[cairo] Cairo and ISO C++

Bill Spitzak spitzak at gmail.com
Thu Jan 16 12:39:28 PST 2014


Emmanuel PACAUD wrote:

>> You cannot adjust all the strokes to the nearest pixel because this will 
>> either cause identical objects to vary in size, or identical gaps 
>> between objects to vary in size. Both look much uglier than 
>> antialiasing. 
> 
> Well, that is more or less what we do in goffice, the graphing library
> of gnumeric, and it's not that ugly. All layout measurements are done in
> points, and we get crisp rendering whatever the zoom level is.

I just feel that it is better to have the application do this. For 
instance in your sample output it might be better to preserve the 
thickness of the bars when they don't touch. I also notice that you did 
not adjust the vertical lines in the first sample and rendered them with 
antialiasing instead.

In any case you are right, a cairo backend could adjust all paths before 
rendering. An application doing something more intelligent would have no 
problem taking this into account and may want to use it.

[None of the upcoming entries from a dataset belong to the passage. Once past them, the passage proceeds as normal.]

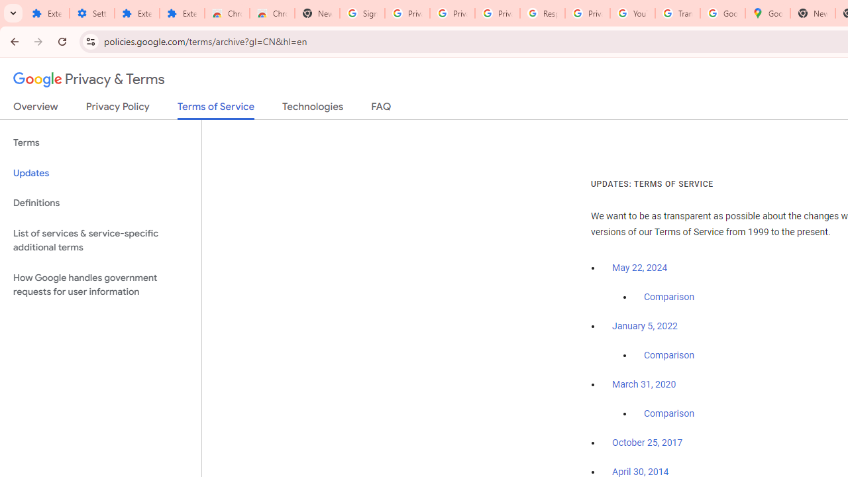 Image resolution: width=848 pixels, height=477 pixels. I want to click on Extensions, so click(136, 13).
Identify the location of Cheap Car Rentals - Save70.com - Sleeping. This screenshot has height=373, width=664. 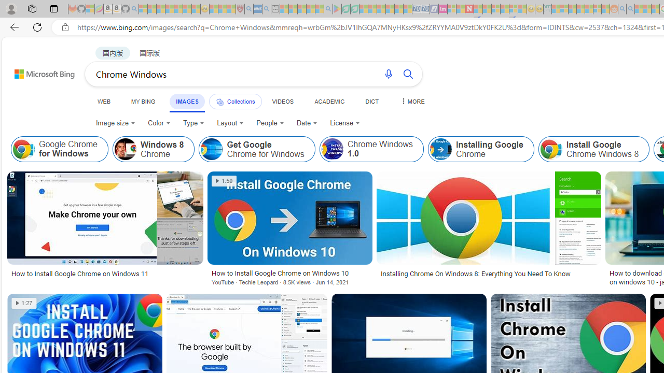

A scheme I think may work is to adjust paths by moving horizontal and 
vertical tangents to the nearest integer, and all other parts by an 
interpolation between the movement of the nearest two snapped parts. It 
would also have to round line widths to an integer and offset strokes by 
.5,.5 for odd integers. The biggest trick is to not add gaps or overlaps 
when programs try to draw touching objects or place strokes inside or 
outside objects, I think if you assume the program knows the line width 
is 1 or larger that this can be made to work.

And it probably wants to adjust the transform of source images to the 
nearest integer. It should do this even if there is rotation or scale, 
because otherwise the image may jump slightly if it is animated.